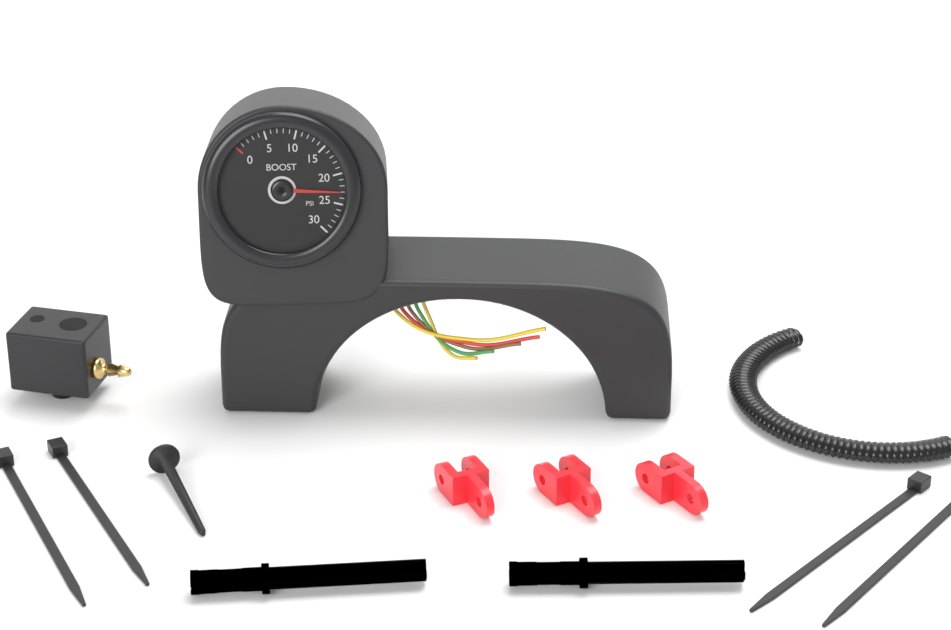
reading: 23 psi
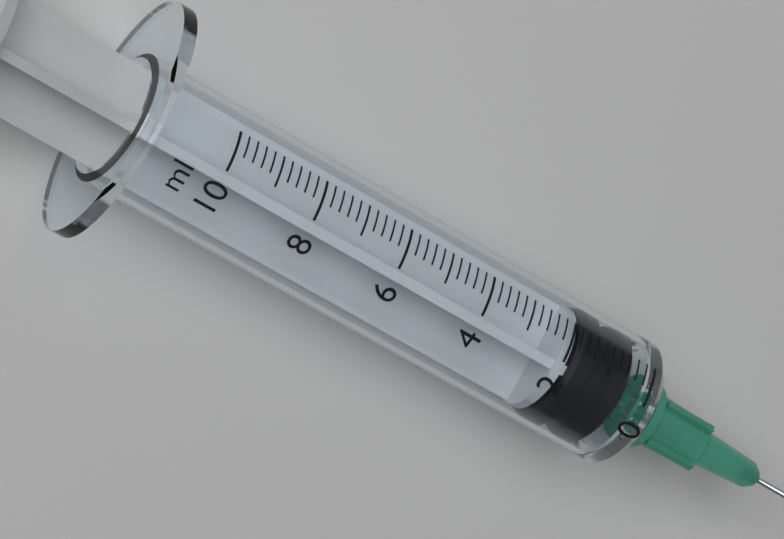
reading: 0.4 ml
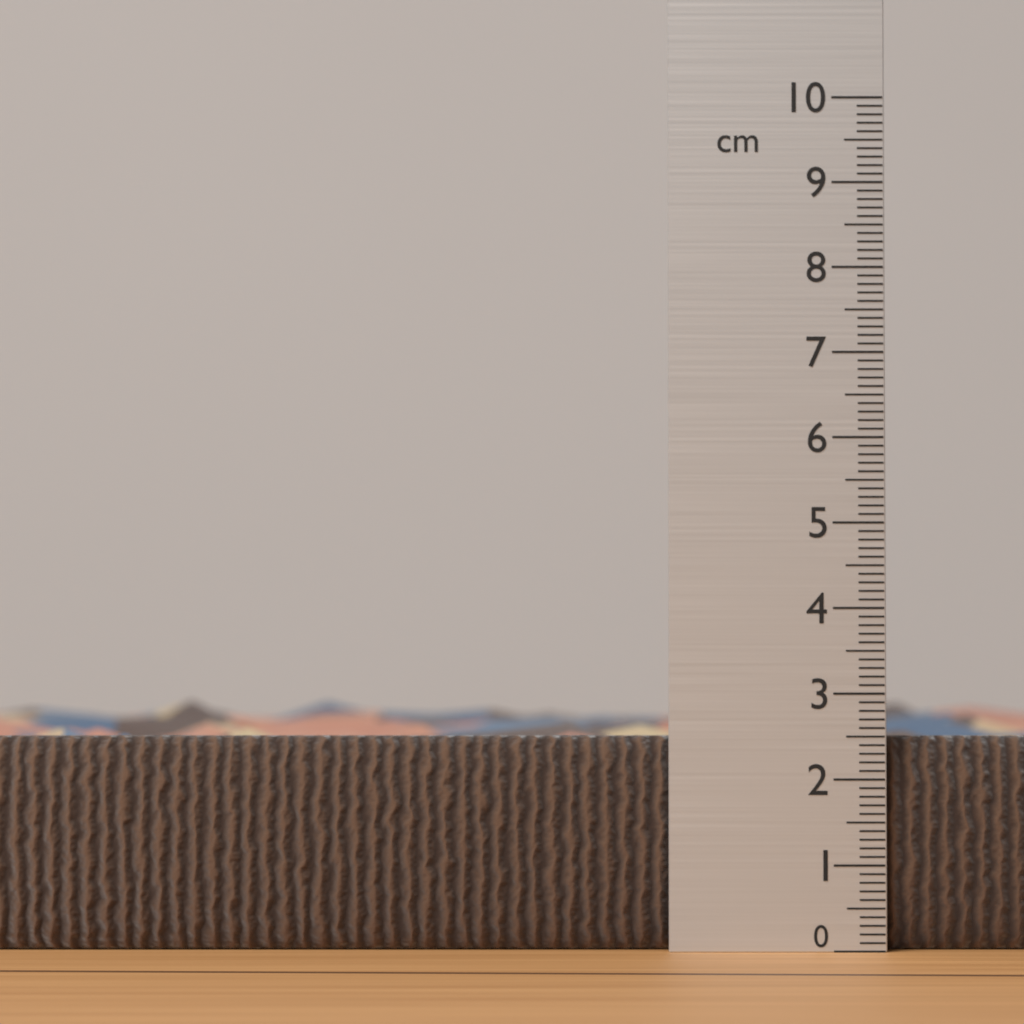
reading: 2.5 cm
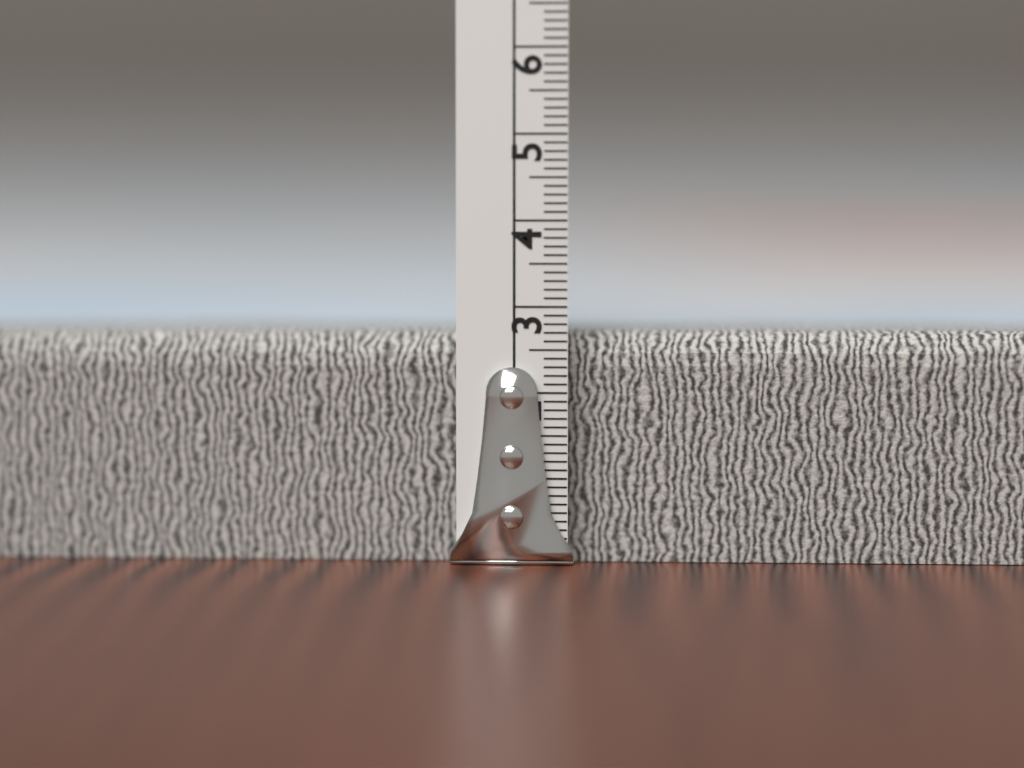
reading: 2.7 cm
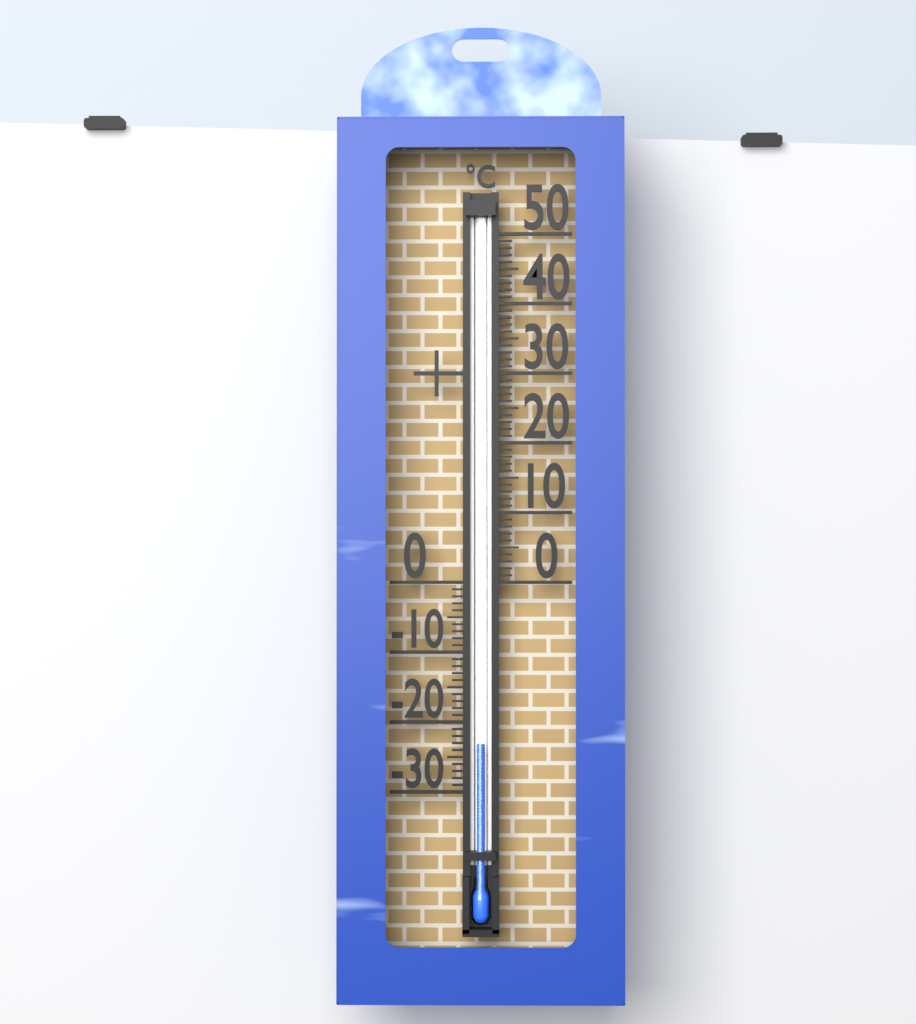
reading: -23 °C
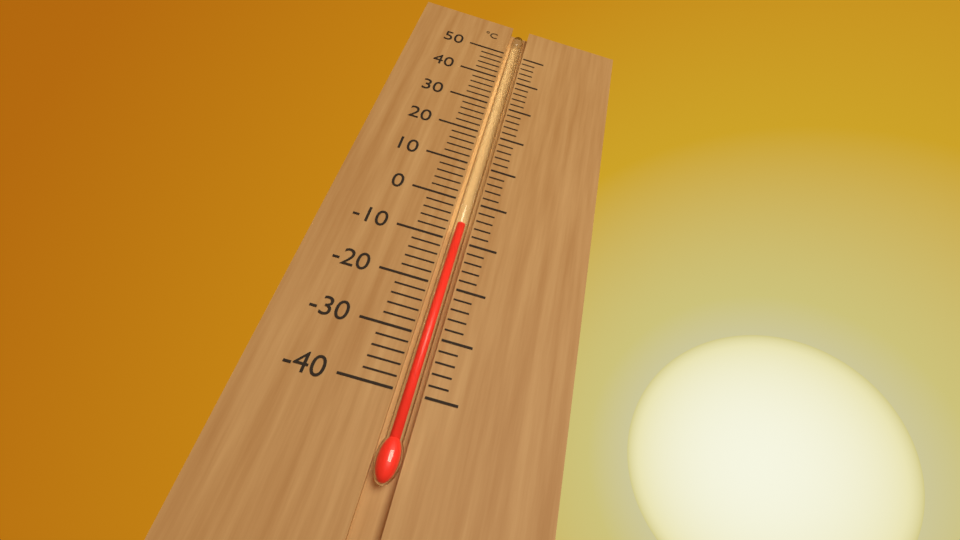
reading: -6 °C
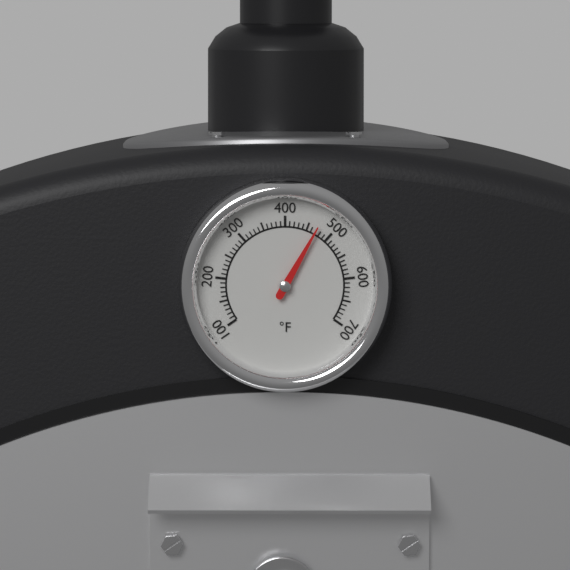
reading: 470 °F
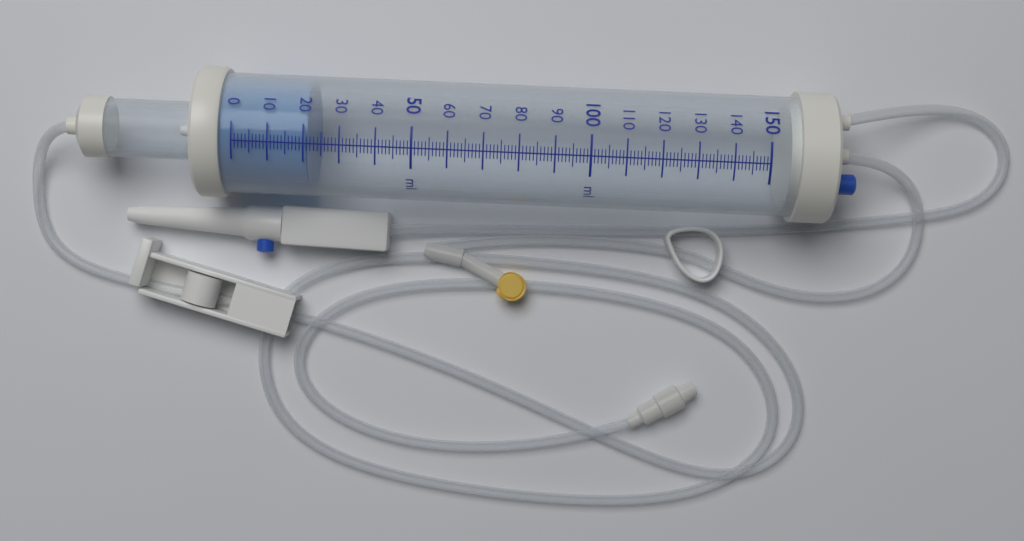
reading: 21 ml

§ §

Work order:
The data must come back word for word, with every picture removed.

Answer for this exercise:
reading: 23 psi
reading: 0.4 ml
reading: 2.5 cm
reading: 2.7 cm
reading: -23 °C
reading: -6 °C
reading: 470 °F
reading: 21 ml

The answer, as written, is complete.